Remembering

A Novel

Part of Port William

A poetic novel of despair, hope, and the redemptive power of work deepens an award–winning author’s grand Port Williams literary project.

After losing his hand in an accident, Andy Catlett confronts an agronomist whose surreal vision can see only industrial farming. This vision is powerfully contrasted with that of modest Amish farmers content to live outside the pressures brought by capitalist postindustrial progress, and by working the land to keep away the three great evils of boredom, vice, and need.

As Andy’s perspective filters through his anger over his loss and the harsh city of San Francisco surrounding him, he begins to remember: the people and places that wait 2,000 miles away in his Kentucky home, the comfort he knew as a farmer, and his symbiotic relationship to the soil. Andy laments the modern shift away from the love of the land, even as he begins to accept his own changed relationship to the world. Wendell Berry’s continued fascination with the power of memory continues in this treasured novel set in 1976.

“[Berry’s] poems, novels and essays . . . are probably the most sustained contemporary articulation of America’s agrarian, Jeffersonian ideal.” —Publishers Weekly

“Wendell Berry is one of those rare individuals who speaks to us always of responsibility, of the individual cultivation of an active and aware participation in the arts of life.” —The Bloomsbury Review
Wendell Berry is the author of fifty books of poetry, fiction, and essays. He was recently awarded the Cleanth Brooks Medal for Lifetime Achievement by the Fellowship of Southern Writers and the Louis Bromfield Society Award. For over forty years he has lived and farmed with his wife, Tanya, in Kentucky.

About

A poetic novel of despair, hope, and the redemptive power of work deepens an award–winning author’s grand Port Williams literary project.

After losing his hand in an accident, Andy Catlett confronts an agronomist whose surreal vision can see only industrial farming. This vision is powerfully contrasted with that of modest Amish farmers content to live outside the pressures brought by capitalist postindustrial progress, and by working the land to keep away the three great evils of boredom, vice, and need.

As Andy’s perspective filters through his anger over his loss and the harsh city of San Francisco surrounding him, he begins to remember: the people and places that wait 2,000 miles away in his Kentucky home, the comfort he knew as a farmer, and his symbiotic relationship to the soil. Andy laments the modern shift away from the love of the land, even as he begins to accept his own changed relationship to the world. Wendell Berry’s continued fascination with the power of memory continues in this treasured novel set in 1976.

“[Berry’s] poems, novels and essays . . . are probably the most sustained contemporary articulation of America’s agrarian, Jeffersonian ideal.” —Publishers Weekly

“Wendell Berry is one of those rare individuals who speaks to us always of responsibility, of the individual cultivation of an active and aware participation in the arts of life.” —The Bloomsbury Review

Author

Wendell Berry is the author of fifty books of poetry, fiction, and essays. He was recently awarded the Cleanth Brooks Medal for Lifetime Achievement by the Fellowship of Southern Writers and the Louis Bromfield Society Award. For over forty years he has lived and farmed with his wife, Tanya, in Kentucky.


■ Your task
Below are some records. Pull every line that contains the word "Option".

■ Working data
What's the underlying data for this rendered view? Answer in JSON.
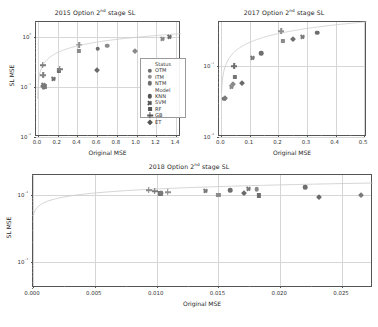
{
  "figure": {
    "background": "#ffffff",
    "marker_palette": {
      "OTM": "#6e6e6e",
      "ITM": "#8f8f8f",
      "NTM": "#707070",
      "dark": "#4d4d4d",
      "mid": "#7a7a7a",
      "light": "#9d9d9d"
    },
    "fit_line_color": "#c9c9c9",
    "grid_color": "#d6d6d6"
  },
  "legend": {
    "title_status": "Status",
    "title_model": "Model",
    "status_items": [
      {
        "label": "OTM",
        "marker": "circle",
        "color": "#6e6e6e"
      },
      {
        "label": "ITM",
        "marker": "circle",
        "color": "#8f8f8f"
      },
      {
        "label": "NTM",
        "marker": "circle",
        "color": "#707070"
      }
    ],
    "model_items": [
      {
        "label": "KNN",
        "marker": "circle",
        "color": "#555555"
      },
      {
        "label": "SVM",
        "marker": "x",
        "color": "#555555"
      },
      {
        "label": "RF",
        "marker": "square",
        "color": "#555555"
      },
      {
        "label": "GB",
        "marker": "plus",
        "color": "#555555"
      },
      {
        "label": "ET",
        "marker": "diamond",
        "color": "#555555"
      }
    ]
  },
  "chart_data": [
    {
      "id": "plot-2015",
      "type": "scatter",
      "title": "2015 Option 2nd stage SL",
      "title_prefix": "2015 Option 2",
      "title_sup": "nd",
      "title_suffix": " stage SL",
      "xlabel": "Original MSE",
      "ylabel": "SL MSE",
      "xscale": "linear",
      "yscale": "log",
      "xlim": [
        -0.02,
        1.45
      ],
      "ylim": [
        0.01,
        2.0
      ],
      "xticks": [
        0.0,
        0.2,
        0.4,
        0.6,
        0.8,
        1.0,
        1.2,
        1.4
      ],
      "xticklabels": [
        "0.0",
        "0.2",
        "0.4",
        "0.6",
        "0.8",
        "1.0",
        "1.2",
        "1.4"
      ],
      "yticks": [
        0.01,
        0.1,
        1.0
      ],
      "yticklabels": [
        "10⁻²",
        "10⁻¹",
        "10⁰"
      ],
      "grid": true,
      "has_legend": true,
      "fit_curve": {
        "kind": "log-saturating",
        "color": "#c9c9c9"
      },
      "points": [
        {
          "x": 0.055,
          "y": 0.105,
          "marker": "diamond",
          "color": "#6e6e6e"
        },
        {
          "x": 0.06,
          "y": 0.098,
          "marker": "circle",
          "color": "#8f8f8f"
        },
        {
          "x": 0.065,
          "y": 0.103,
          "marker": "square",
          "color": "#7a7a7a"
        },
        {
          "x": 0.058,
          "y": 0.112,
          "marker": "x",
          "color": "#7a7a7a"
        },
        {
          "x": 0.05,
          "y": 0.175,
          "marker": "plus",
          "color": "#808080"
        },
        {
          "x": 0.048,
          "y": 0.275,
          "marker": "plus",
          "color": "#7a7a7a"
        },
        {
          "x": 0.155,
          "y": 0.148,
          "marker": "x",
          "color": "#6e6e6e"
        },
        {
          "x": 0.215,
          "y": 0.215,
          "marker": "square",
          "color": "#6b6b6b"
        },
        {
          "x": 0.22,
          "y": 0.228,
          "marker": "plus",
          "color": "#828282"
        },
        {
          "x": 0.415,
          "y": 0.52,
          "marker": "square",
          "color": "#8a8a8a"
        },
        {
          "x": 0.42,
          "y": 0.7,
          "marker": "plus",
          "color": "#8f8f8f"
        },
        {
          "x": 0.605,
          "y": 0.585,
          "marker": "circle",
          "color": "#6e6e6e"
        },
        {
          "x": 0.6,
          "y": 0.215,
          "marker": "diamond",
          "color": "#6a6a6a"
        },
        {
          "x": 0.7,
          "y": 0.665,
          "marker": "circle",
          "color": "#8b8b8b"
        },
        {
          "x": 0.985,
          "y": 0.52,
          "marker": "diamond",
          "color": "#888888"
        },
        {
          "x": 1.26,
          "y": 0.93,
          "marker": "x",
          "color": "#8a8a8a"
        },
        {
          "x": 1.33,
          "y": 0.98,
          "marker": "x",
          "color": "#6e6e6e"
        }
      ]
    },
    {
      "id": "plot-2017",
      "type": "scatter",
      "title": "2017 Option 2nd stage SL",
      "title_prefix": "2017 Option 2",
      "title_sup": "nd",
      "title_suffix": " stage SL",
      "xlabel": "Original MSE",
      "ylabel": "",
      "xscale": "linear",
      "yscale": "log",
      "xlim": [
        -0.008,
        0.51
      ],
      "ylim": [
        0.01,
        0.42
      ],
      "xticks": [
        0.0,
        0.1,
        0.2,
        0.3,
        0.4,
        0.5
      ],
      "xticklabels": [
        "0.0",
        "0.1",
        "0.2",
        "0.3",
        "0.4",
        "0.5"
      ],
      "yticks": [
        0.01,
        0.1
      ],
      "yticklabels": [
        "10⁻²",
        "10⁻¹"
      ],
      "grid": true,
      "has_legend": false,
      "fit_curve": {
        "kind": "log-saturating",
        "color": "#c9c9c9"
      },
      "points": [
        {
          "x": 0.011,
          "y": 0.0345,
          "marker": "circle",
          "color": "#6e6e6e"
        },
        {
          "x": 0.014,
          "y": 0.0355,
          "marker": "diamond",
          "color": "#7a7a7a"
        },
        {
          "x": 0.035,
          "y": 0.0505,
          "marker": "x",
          "color": "#8a8a8a"
        },
        {
          "x": 0.04,
          "y": 0.056,
          "marker": "diamond",
          "color": "#8a8a8a"
        },
        {
          "x": 0.047,
          "y": 0.07,
          "marker": "square",
          "color": "#757575"
        },
        {
          "x": 0.044,
          "y": 0.101,
          "marker": "plus",
          "color": "#6e6e6e"
        },
        {
          "x": 0.072,
          "y": 0.057,
          "marker": "diamond",
          "color": "#6a6a6a"
        },
        {
          "x": 0.11,
          "y": 0.129,
          "marker": "x",
          "color": "#7a7a7a"
        },
        {
          "x": 0.14,
          "y": 0.152,
          "marker": "circle",
          "color": "#6e6e6e"
        },
        {
          "x": 0.215,
          "y": 0.23,
          "marker": "square",
          "color": "#8a8a8a"
        },
        {
          "x": 0.21,
          "y": 0.31,
          "marker": "plus",
          "color": "#8f8f8f"
        },
        {
          "x": 0.25,
          "y": 0.245,
          "marker": "diamond",
          "color": "#6e6e6e"
        },
        {
          "x": 0.285,
          "y": 0.26,
          "marker": "x",
          "color": "#7a7a7a"
        },
        {
          "x": 0.335,
          "y": 0.295,
          "marker": "circle",
          "color": "#6e6e6e"
        }
      ]
    },
    {
      "id": "plot-2018",
      "type": "scatter",
      "title": "2018 Option 2nd stage SL",
      "title_prefix": "2018 Option 2",
      "title_sup": "nd",
      "title_suffix": " stage SL",
      "xlabel": "Original MSE",
      "ylabel": "SL MSE",
      "xscale": "linear",
      "yscale": "log",
      "xlim": [
        0.0,
        0.0275
      ],
      "ylim": [
        0.0004,
        0.02
      ],
      "xticks": [
        0.0,
        0.005,
        0.01,
        0.015,
        0.02,
        0.025
      ],
      "xticklabels": [
        "0.000",
        "0.005",
        "0.010",
        "0.015",
        "0.020",
        "0.025"
      ],
      "yticks": [
        0.001,
        0.01
      ],
      "yticklabels": [
        "10⁻³",
        "10⁻²"
      ],
      "grid": true,
      "has_legend": false,
      "fit_curve": {
        "kind": "log-saturating",
        "color": "#c9c9c9"
      },
      "points": [
        {
          "x": 0.00935,
          "y": 0.0118,
          "marker": "plus",
          "color": "#8a8a8a"
        },
        {
          "x": 0.00985,
          "y": 0.0113,
          "marker": "plus",
          "color": "#7a7a7a"
        },
        {
          "x": 0.0103,
          "y": 0.0106,
          "marker": "square",
          "color": "#6e6e6e"
        },
        {
          "x": 0.01035,
          "y": 0.0108,
          "marker": "diamond",
          "color": "#7a7a7a"
        },
        {
          "x": 0.0109,
          "y": 0.0111,
          "marker": "plus",
          "color": "#8f8f8f"
        },
        {
          "x": 0.01395,
          "y": 0.0113,
          "marker": "x",
          "color": "#7a7a7a"
        },
        {
          "x": 0.015,
          "y": 0.0101,
          "marker": "square",
          "color": "#8a8a8a"
        },
        {
          "x": 0.01595,
          "y": 0.0118,
          "marker": "circle",
          "color": "#6e6e6e"
        },
        {
          "x": 0.01705,
          "y": 0.0109,
          "marker": "diamond",
          "color": "#6a6a6a"
        },
        {
          "x": 0.01745,
          "y": 0.0124,
          "marker": "x",
          "color": "#7a7a7a"
        },
        {
          "x": 0.0181,
          "y": 0.0122,
          "marker": "circle",
          "color": "#8a8a8a"
        },
        {
          "x": 0.01825,
          "y": 0.00985,
          "marker": "square",
          "color": "#6e6e6e"
        },
        {
          "x": 0.022,
          "y": 0.0131,
          "marker": "circle",
          "color": "#6e6e6e"
        },
        {
          "x": 0.0231,
          "y": 0.0093,
          "marker": "diamond",
          "color": "#6a6a6a"
        },
        {
          "x": 0.0265,
          "y": 0.01,
          "marker": "diamond",
          "color": "#7a7a7a"
        }
      ]
    }
  ]
}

■ Output below
      "title": "2015 Option 2nd stage SL",
      "title_prefix": "2015 Option 2",
      "title": "2017 Option 2nd stage SL",
      "title_prefix": "2017 Option 2",
      "title": "2018 Option 2nd stage SL",
      "title_prefix": "2018 Option 2",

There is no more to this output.